About the Brand


AstroUrjaa had a product people wanted and ads that couldn't sell it — cost per first purchase stuck at ₹138. We rebuilt their Meta account around buyer-seeded lookalikes, structured creative testing, and Friday-weighted budgets. Six months later: ₹64.6L in revenue on ₹15.8L spend, with ROAS climbing from 2.6x to 5.5x.


Business Problem


AstroUrjaa is a D2C astrology brand selling to urban 18–35 buyers with high intent and real spending power. The product-market fit was solid — the campaigns weren't. After months of running Meta ads in-house, cost per first purchase was stuck at ₹138 with low volumes. Campaigns were broad, budget was spread flat across the week, and there was no way to tell which ad, audience, or spend level was actually driving purchases.


Diagnosis


Three structural gaps.


  • Targeting relied on interest-based audiences — the in-house default — instead of Meta's own purchase data.


  • Creatives were being swapped without a testing framework, so nobody could tell whether a number moved because of the creative, the audience, or noise.


  • Budget was treated as a fixed setting: spread evenly across days and audiences, ignoring that Fridays consistently outperformed for first purchases in this category. Nothing was wrong with the product; everything was wrong with the structure.


Execution


  • We rebuilt audiences from buyers, not browsers — lookalikes seeded from customers who'd spent ₹2,000+ or ordered 5+ times, later layering in a top-spender cohort.


  • Remarketing ran in parallel to catch high-intent shoppers who don't convert on first touch.


  • Creative testing became structured: four angles tested simultaneously — age-specific hooks, interest-based angles, problem-first framing, budget thresholds — so variables could be isolated.


  • Budget became a weekly lever: weighted toward Fridays, split by audience freshness, reallocated every week.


• WHAT THIS TASK INVOLVES
Tally the lines of these entries that include "background"; respond with only that tally.

• SOURCE MATERIAL
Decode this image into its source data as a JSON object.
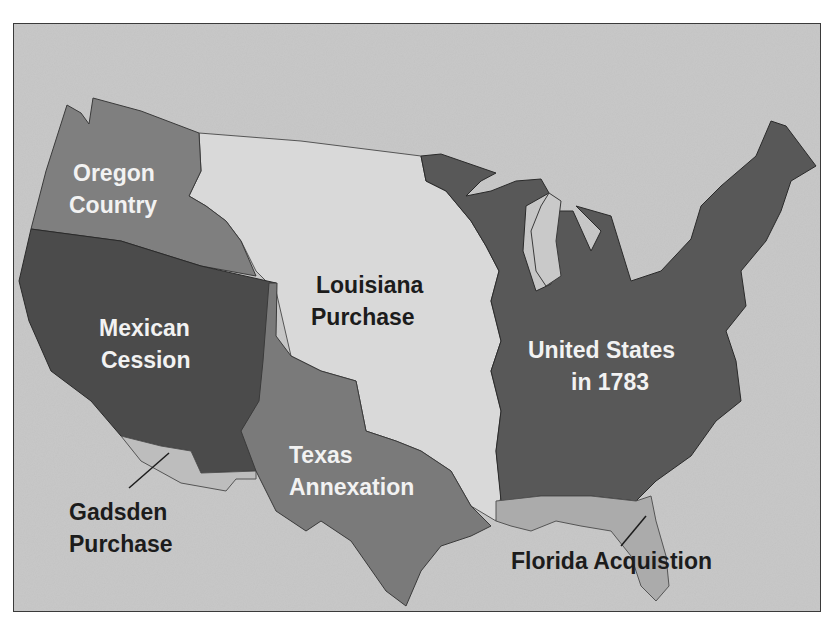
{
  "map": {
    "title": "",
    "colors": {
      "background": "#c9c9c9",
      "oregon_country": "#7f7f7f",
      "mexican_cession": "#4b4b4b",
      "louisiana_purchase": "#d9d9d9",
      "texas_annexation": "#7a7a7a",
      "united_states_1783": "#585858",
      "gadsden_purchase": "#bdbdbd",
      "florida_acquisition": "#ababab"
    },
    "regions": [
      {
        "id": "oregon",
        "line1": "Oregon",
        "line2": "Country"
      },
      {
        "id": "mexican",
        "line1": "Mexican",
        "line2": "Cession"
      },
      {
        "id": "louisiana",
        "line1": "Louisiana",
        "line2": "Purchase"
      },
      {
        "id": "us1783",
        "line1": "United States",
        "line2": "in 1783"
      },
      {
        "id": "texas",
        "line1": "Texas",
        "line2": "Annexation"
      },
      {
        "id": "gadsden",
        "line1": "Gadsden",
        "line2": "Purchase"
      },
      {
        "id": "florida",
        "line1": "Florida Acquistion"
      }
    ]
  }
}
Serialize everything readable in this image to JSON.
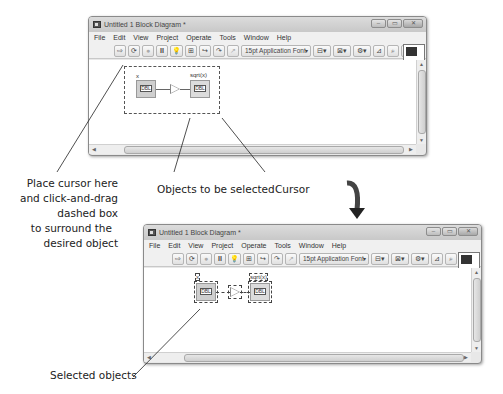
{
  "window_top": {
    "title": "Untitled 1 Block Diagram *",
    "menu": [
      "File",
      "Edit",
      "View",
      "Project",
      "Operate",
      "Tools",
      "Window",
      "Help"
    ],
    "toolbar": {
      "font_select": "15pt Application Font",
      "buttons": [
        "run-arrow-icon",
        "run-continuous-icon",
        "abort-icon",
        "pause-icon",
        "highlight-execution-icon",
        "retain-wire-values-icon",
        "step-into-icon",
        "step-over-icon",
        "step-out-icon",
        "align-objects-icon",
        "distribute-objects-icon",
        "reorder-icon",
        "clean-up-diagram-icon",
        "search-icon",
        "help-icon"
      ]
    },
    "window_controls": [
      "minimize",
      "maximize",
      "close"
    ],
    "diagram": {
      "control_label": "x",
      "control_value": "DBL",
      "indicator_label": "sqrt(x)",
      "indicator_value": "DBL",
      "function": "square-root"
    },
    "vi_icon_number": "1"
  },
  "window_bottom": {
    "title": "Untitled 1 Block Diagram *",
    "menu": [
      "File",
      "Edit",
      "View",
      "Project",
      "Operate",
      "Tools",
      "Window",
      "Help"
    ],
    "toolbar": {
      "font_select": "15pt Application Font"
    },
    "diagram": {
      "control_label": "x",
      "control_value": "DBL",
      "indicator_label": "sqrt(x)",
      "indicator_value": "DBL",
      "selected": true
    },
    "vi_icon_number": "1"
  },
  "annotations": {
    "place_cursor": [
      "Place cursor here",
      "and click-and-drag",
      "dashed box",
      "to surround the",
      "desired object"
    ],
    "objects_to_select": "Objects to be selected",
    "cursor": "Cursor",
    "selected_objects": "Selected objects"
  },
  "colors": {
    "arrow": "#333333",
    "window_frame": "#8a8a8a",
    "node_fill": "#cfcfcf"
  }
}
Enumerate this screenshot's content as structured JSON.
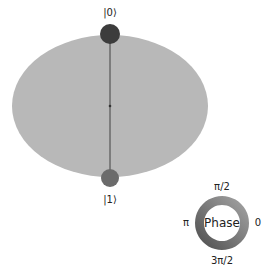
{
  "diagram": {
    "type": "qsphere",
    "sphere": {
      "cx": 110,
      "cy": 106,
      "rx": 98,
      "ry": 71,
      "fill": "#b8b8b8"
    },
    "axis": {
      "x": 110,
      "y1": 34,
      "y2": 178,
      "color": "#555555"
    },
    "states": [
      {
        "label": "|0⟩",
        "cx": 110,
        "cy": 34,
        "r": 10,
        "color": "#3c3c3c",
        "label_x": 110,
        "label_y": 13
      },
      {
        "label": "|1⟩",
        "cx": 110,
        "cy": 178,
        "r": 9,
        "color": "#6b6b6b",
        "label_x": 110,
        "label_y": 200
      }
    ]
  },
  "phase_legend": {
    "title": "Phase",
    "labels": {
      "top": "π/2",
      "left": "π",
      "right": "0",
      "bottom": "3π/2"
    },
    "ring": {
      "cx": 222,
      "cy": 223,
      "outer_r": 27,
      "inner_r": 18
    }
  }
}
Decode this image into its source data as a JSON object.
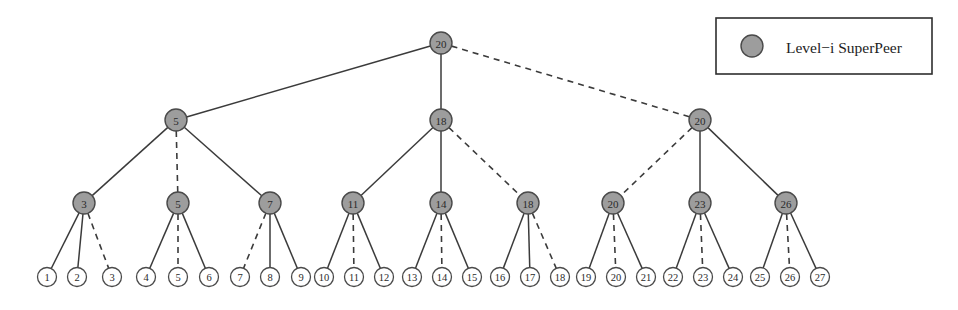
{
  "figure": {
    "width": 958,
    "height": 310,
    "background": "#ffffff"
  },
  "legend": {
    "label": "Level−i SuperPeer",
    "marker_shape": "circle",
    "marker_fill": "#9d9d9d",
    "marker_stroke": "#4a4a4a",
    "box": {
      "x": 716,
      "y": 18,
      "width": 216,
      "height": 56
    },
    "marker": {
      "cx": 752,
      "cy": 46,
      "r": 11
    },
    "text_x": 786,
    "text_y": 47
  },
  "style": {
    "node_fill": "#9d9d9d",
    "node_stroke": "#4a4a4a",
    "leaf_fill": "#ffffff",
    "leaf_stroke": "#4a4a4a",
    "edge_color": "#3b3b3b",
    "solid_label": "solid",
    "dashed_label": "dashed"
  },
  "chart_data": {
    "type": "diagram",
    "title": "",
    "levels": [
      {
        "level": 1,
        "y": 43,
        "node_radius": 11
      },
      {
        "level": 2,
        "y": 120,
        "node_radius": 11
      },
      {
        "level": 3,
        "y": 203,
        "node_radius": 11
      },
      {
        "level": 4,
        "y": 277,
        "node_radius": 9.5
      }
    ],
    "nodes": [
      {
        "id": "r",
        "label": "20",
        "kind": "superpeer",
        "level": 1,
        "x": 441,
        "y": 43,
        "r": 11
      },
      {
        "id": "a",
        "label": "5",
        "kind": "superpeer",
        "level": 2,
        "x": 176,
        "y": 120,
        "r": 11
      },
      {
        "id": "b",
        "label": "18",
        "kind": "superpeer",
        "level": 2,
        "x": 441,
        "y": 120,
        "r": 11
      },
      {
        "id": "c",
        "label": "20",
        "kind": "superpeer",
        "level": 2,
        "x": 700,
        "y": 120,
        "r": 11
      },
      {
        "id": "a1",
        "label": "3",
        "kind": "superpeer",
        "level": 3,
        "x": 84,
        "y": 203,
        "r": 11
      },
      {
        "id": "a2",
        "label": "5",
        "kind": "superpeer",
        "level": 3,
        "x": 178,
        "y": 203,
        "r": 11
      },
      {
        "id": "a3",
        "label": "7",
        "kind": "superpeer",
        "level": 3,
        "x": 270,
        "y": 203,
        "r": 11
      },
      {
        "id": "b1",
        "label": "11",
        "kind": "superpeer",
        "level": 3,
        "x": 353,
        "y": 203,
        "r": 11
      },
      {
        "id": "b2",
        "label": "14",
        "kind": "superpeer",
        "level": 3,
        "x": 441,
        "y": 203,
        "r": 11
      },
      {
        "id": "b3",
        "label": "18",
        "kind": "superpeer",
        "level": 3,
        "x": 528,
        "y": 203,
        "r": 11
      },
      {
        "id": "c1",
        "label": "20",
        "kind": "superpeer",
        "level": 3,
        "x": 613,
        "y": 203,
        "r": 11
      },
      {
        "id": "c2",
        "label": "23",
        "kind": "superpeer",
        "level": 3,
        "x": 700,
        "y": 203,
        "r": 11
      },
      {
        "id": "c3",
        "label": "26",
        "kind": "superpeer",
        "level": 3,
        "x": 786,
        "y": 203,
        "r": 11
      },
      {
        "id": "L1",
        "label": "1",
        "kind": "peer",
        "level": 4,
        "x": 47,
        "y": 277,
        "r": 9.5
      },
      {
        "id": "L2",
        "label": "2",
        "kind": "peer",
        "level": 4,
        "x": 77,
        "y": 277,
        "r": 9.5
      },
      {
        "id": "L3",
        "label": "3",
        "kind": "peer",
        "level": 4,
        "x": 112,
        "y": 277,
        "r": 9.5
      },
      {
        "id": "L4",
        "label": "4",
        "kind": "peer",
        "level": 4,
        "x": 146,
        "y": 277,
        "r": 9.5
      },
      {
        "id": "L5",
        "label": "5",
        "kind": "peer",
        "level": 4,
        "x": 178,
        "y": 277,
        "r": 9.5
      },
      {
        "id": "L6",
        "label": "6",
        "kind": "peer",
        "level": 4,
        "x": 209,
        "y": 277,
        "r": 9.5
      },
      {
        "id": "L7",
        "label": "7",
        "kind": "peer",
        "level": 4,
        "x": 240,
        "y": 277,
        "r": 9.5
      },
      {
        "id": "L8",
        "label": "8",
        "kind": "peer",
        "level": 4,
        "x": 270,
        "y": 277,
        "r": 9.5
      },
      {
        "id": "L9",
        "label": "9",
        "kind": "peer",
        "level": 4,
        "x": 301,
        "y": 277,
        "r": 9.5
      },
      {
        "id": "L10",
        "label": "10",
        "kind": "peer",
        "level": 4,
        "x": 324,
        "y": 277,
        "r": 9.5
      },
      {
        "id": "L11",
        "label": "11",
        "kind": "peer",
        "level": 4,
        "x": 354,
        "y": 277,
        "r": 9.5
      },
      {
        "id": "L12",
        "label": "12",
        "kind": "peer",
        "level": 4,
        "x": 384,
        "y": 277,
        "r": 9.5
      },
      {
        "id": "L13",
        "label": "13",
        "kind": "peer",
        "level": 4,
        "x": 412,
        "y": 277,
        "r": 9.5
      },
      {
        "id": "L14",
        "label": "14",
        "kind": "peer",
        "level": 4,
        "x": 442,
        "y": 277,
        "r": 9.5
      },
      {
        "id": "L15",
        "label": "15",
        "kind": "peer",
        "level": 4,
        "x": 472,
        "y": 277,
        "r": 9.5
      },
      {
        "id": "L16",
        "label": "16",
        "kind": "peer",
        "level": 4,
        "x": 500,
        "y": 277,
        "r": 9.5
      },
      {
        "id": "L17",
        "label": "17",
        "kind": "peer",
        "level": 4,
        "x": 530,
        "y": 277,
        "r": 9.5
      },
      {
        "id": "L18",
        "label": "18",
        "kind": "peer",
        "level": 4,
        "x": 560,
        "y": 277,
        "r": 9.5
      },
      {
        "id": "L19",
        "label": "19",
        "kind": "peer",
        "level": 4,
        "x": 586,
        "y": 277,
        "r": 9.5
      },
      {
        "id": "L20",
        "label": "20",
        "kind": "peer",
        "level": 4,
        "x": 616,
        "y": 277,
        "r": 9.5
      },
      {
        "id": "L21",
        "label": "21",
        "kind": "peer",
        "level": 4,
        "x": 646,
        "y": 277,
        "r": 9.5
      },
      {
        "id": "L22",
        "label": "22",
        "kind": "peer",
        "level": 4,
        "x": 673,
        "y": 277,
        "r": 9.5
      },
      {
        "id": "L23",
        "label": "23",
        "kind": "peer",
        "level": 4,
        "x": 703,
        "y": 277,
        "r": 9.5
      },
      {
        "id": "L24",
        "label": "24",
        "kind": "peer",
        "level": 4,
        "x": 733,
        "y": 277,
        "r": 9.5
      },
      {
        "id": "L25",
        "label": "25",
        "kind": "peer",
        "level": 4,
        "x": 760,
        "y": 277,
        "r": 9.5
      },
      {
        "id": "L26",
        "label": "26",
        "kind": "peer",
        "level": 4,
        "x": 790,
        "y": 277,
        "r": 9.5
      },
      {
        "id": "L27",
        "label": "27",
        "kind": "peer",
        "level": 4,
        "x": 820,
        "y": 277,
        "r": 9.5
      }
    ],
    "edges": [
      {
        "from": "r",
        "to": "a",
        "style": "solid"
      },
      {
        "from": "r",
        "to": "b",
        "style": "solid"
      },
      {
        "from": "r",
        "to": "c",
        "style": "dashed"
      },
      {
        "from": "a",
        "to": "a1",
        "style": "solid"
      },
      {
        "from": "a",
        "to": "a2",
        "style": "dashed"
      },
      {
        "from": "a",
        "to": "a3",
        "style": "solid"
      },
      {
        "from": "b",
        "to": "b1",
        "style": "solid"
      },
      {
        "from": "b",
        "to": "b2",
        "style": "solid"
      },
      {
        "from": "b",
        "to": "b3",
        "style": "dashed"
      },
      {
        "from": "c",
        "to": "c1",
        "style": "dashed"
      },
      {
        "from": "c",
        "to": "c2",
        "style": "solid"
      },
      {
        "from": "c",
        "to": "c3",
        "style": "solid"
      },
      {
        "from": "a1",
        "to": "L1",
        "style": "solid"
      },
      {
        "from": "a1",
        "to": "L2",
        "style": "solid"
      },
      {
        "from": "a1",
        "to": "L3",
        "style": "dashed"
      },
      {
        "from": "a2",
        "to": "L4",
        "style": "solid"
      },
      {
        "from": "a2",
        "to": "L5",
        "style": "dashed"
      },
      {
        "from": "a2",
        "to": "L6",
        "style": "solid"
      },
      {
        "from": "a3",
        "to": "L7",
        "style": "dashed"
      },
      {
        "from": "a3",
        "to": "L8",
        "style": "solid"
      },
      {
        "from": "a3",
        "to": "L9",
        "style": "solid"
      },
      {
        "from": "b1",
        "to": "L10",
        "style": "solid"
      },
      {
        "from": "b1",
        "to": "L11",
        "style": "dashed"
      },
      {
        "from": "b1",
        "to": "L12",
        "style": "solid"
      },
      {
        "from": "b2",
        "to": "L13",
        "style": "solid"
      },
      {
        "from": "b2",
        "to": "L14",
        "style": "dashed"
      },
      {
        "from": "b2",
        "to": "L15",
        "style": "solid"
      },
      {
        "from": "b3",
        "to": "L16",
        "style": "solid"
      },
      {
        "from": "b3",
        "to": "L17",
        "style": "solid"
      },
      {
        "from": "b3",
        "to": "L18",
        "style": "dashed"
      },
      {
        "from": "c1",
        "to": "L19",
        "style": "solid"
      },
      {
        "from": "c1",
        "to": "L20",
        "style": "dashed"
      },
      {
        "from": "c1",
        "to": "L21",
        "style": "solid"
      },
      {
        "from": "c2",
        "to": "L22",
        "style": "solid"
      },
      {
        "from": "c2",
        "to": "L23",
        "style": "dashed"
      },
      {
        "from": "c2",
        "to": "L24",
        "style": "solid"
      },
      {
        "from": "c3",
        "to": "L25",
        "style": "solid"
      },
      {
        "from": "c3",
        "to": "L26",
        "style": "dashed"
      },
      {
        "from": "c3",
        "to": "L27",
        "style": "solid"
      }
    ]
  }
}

• RESPONSE
2